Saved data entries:

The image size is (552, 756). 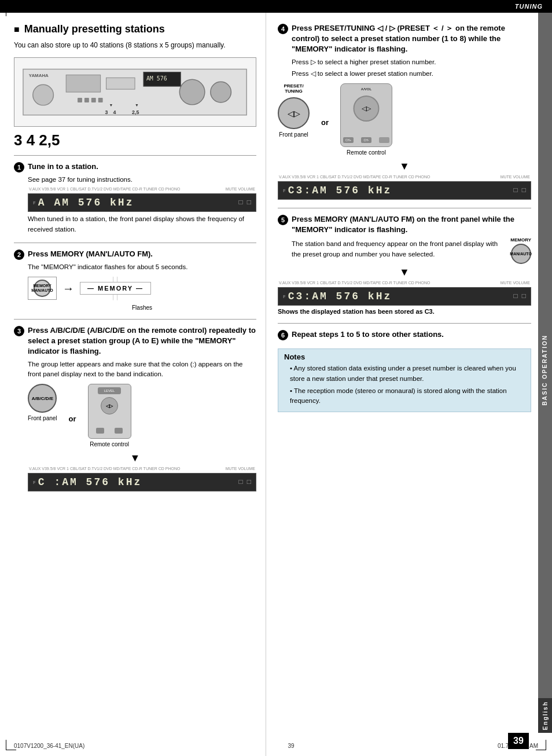 I want to click on step-5-header: 5 Press MEMORY (MAN'L/AUTO FM) on the fr…, so click(x=404, y=225).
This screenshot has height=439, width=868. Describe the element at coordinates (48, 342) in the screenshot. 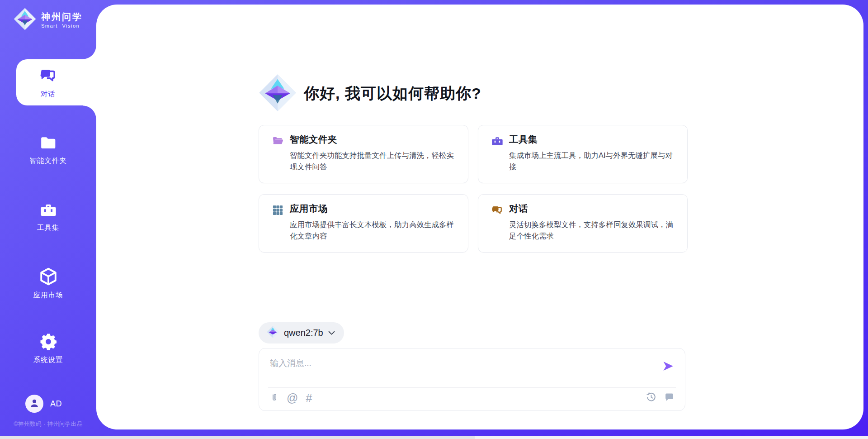

I see `gear-icon` at that location.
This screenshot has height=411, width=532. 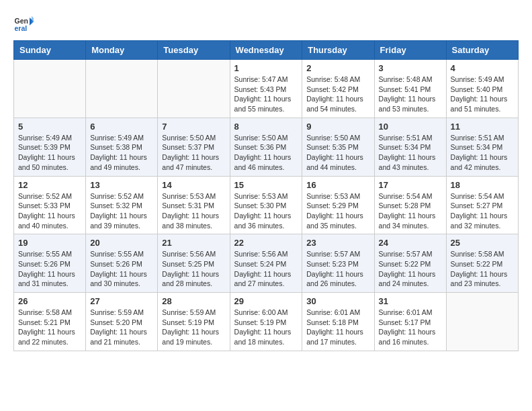 What do you see at coordinates (339, 322) in the screenshot?
I see `calendar-cell: 30Sunrise: 6:01 AMSunset: 5:18 PMDayligh…` at bounding box center [339, 322].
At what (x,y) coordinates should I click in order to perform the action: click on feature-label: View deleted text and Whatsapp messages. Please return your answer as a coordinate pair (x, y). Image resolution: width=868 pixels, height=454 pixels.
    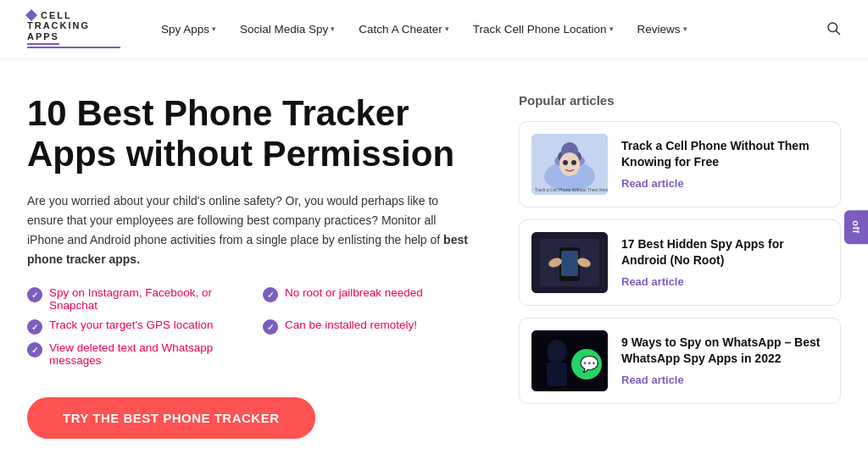
    Looking at the image, I should click on (146, 354).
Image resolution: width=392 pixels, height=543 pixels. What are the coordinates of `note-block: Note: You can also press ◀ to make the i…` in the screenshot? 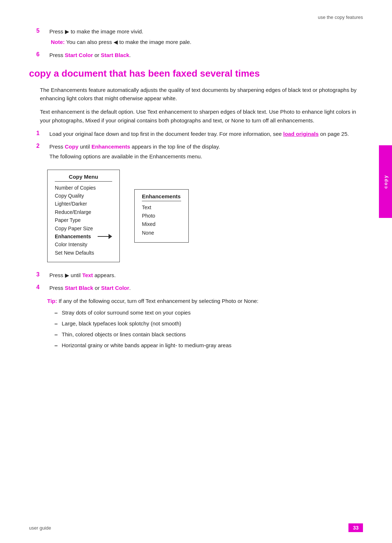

• _What to work on_: Once the line holding "At what (x,y)" is found, set down that line and every line after it, exactly, through the last line of the records above, omitting pictures.

• _Solution to the problem_:
At what (x,y) coordinates should I click in order to perform the action: click on feature-label: View deleted text and Whatsapp messages. Please return your answer as a coordinate pair (x, y). Image resolution: width=868 pixels, height=454 pixels.
    Looking at the image, I should click on (146, 354).
Image resolution: width=392 pixels, height=543 pixels. What are the coordinates of `note-block: Note: You can also press ◀ to make the i…` in the screenshot? 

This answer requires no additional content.